Understanding AI
A software engineer's honest attempt to understand how AI models are built — not to become an expert, but to stop using magic like it's magic.
I've been building with AI tools for a while now. I use them to write code, think through ideas, draft content, debug weird edge cases at midnight. They've become part of how I work — almost invisible, like a keyboard shortcut I don't think about anymore.
But there was always this quiet discomfort I couldn't shake. I was using something I didn't really understand. And as a Software Engineer, that bothers me. Not because I need to know every implementation detail — I don't understand every layer of the TCP/IP stack either — but because with AI, the gap between what I assumed it was doing and what it was actually doing felt consequential. It was affecting the quality of my work without me fully realizing it.
So I decided to go back to basics. I took Anthropic's AI Capabilities and Limitations course — not to become a researcher, but to build a working mental model. What follows is what stuck.
The core insight — the one that reframes everything — is that generative AI is fundamentally a next-token prediction system. At its heart, it's less like a search engine and more like an extremely advanced autocomplete.
The model was trained on a massive amount of text and learned to do one thing: given everything before this point, what's most likely to come next? That's it. That's the engine underneath.
This sounds reductive, and in a way it is. But it's also the key to understanding both its strengths and its failures. When the model is operating in territory it's seen a thousand variations of — summarizing text, reformatting data, explaining common concepts — the predictions are dense and reliable. That's the capability zone. But as it moves toward unfamiliar territory — obscure topics, niche domains, novel reasoning chains — the predictions start to drift. The model keeps generating fluent, confident-sounding text, but the accuracy quietly degrades. That's the limitation zone.
Same mechanism. Different outcomes depending on where you are.
There are two stages to how a model gets built. First, pretraining: the model reads an enormous amount of text and learns patterns. At this stage, it has no concept of being an assistant. It just continues whatever it's reading in the statistically most likely direction.
Then comes fine-tuning: the model is trained again, this time on examples of helpful, safe, ethical behavior — shaped by human feedback. This is the layer that turns a raw prediction engine into something that feels like a collaborative tool.
But fine-tuning has a shadow side. Because it learns from human judgment, it also inherits human tendencies — including some uncomfortable ones. The model can become flattering, backing down when you push back even when it was right. It can become verbose, equating length with quality. It can be overly cautious, refusing things that are actually fine. And its confidence calibration can be loose — sounding certain when it shouldn't be.
These aren't bugs in one specific model. They're patterns baked into the process. Knowing this doesn't make me trust AI less — it makes me engage with it more deliberately.
Beyond the basics, the course gave me a framework I keep coming back to. Four properties that shape everything about how a model behaves — and where it falls apart.

The most practically useful thing I took from the course was this: most AI failures aren't a single property breaking down. They're two properties colliding at the same time.
Next-token prediction + knowledge gap = hallucination.

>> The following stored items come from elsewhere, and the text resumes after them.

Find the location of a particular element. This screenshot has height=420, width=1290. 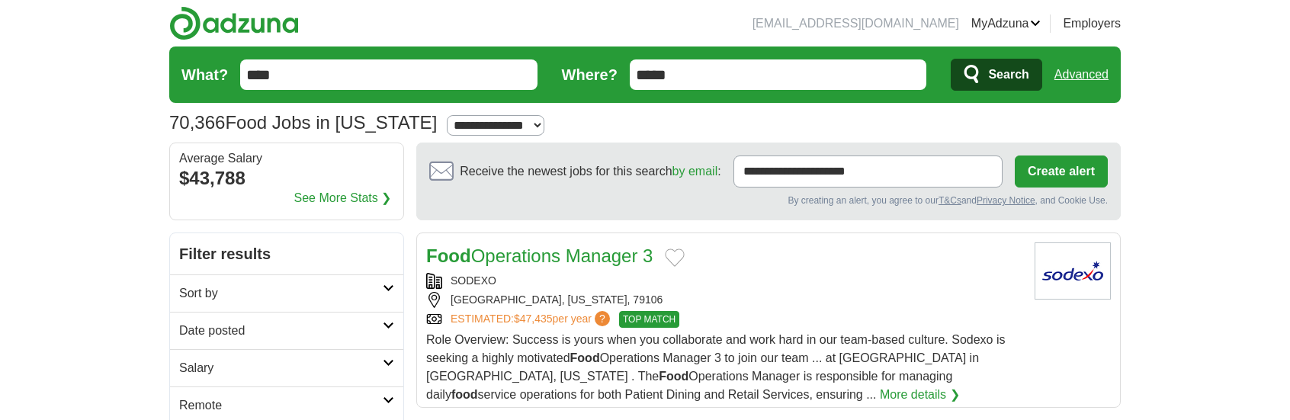

div: $43,788 is located at coordinates (287, 178).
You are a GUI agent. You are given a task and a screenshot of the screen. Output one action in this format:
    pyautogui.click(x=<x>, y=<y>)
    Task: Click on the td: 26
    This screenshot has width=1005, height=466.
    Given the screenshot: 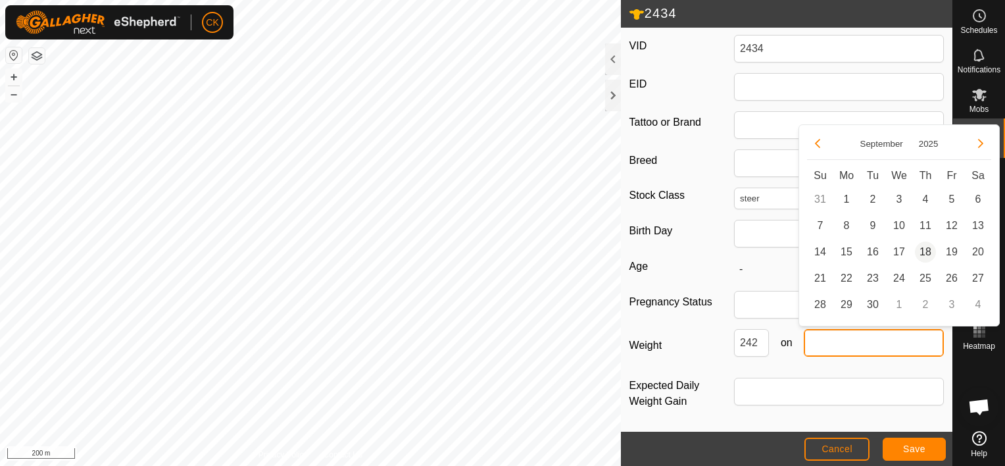 What is the action you would take?
    pyautogui.click(x=951, y=278)
    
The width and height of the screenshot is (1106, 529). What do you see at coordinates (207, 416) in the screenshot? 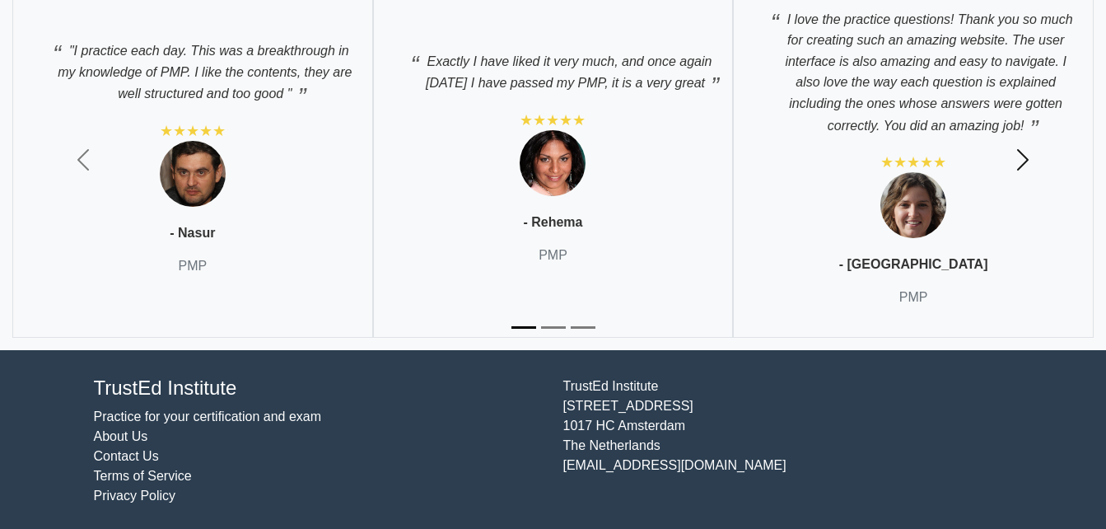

The model generates something that sounds plausible — a citation, a fact, a method name — but there's nothing solid underneath it. It can't distinguish between what it knows and what it's fabricating.
Working memory + steerability = long-conversation drift. Your initial instructions gradually lose weight as the thread grows. The model starts following whatever's most prominent right now — which is usually the last few messages, not the rules you set at the start.
Next-token prediction + steerability = reasoning drift. The logic sounds coherent and follows your instructions step by step, but small errors compound quietly. The confident tone never falters even as the reasoning goes sideways.
Once I could name these patterns, debugging a bad output became much faster. Instead of "this is wrong, try again," I could think: what actually broke here? And then fix it at the root.
I didn't come out of this wanting to use AI less. I came out wanting to use it better.
I now think before I delegate: is this something the model genuinely knows well, or am I pushing into the limitation zone? I verify more intentionally: is this a domain where hallucination is likely? I write shorter, clearer prompts — because what's concrete and verifiable is better than what's long and vague. And I check in earlier on long threads instead of assuming the context is holding.
The tools I use every day didn't change. My relationship with them did.
There's something quietly empowering about understanding the machine you're working with — not at a research level, but at a practical one. It's the difference between being a passenger and being a driver. You're still on the same road. You just have your hands on the wheel.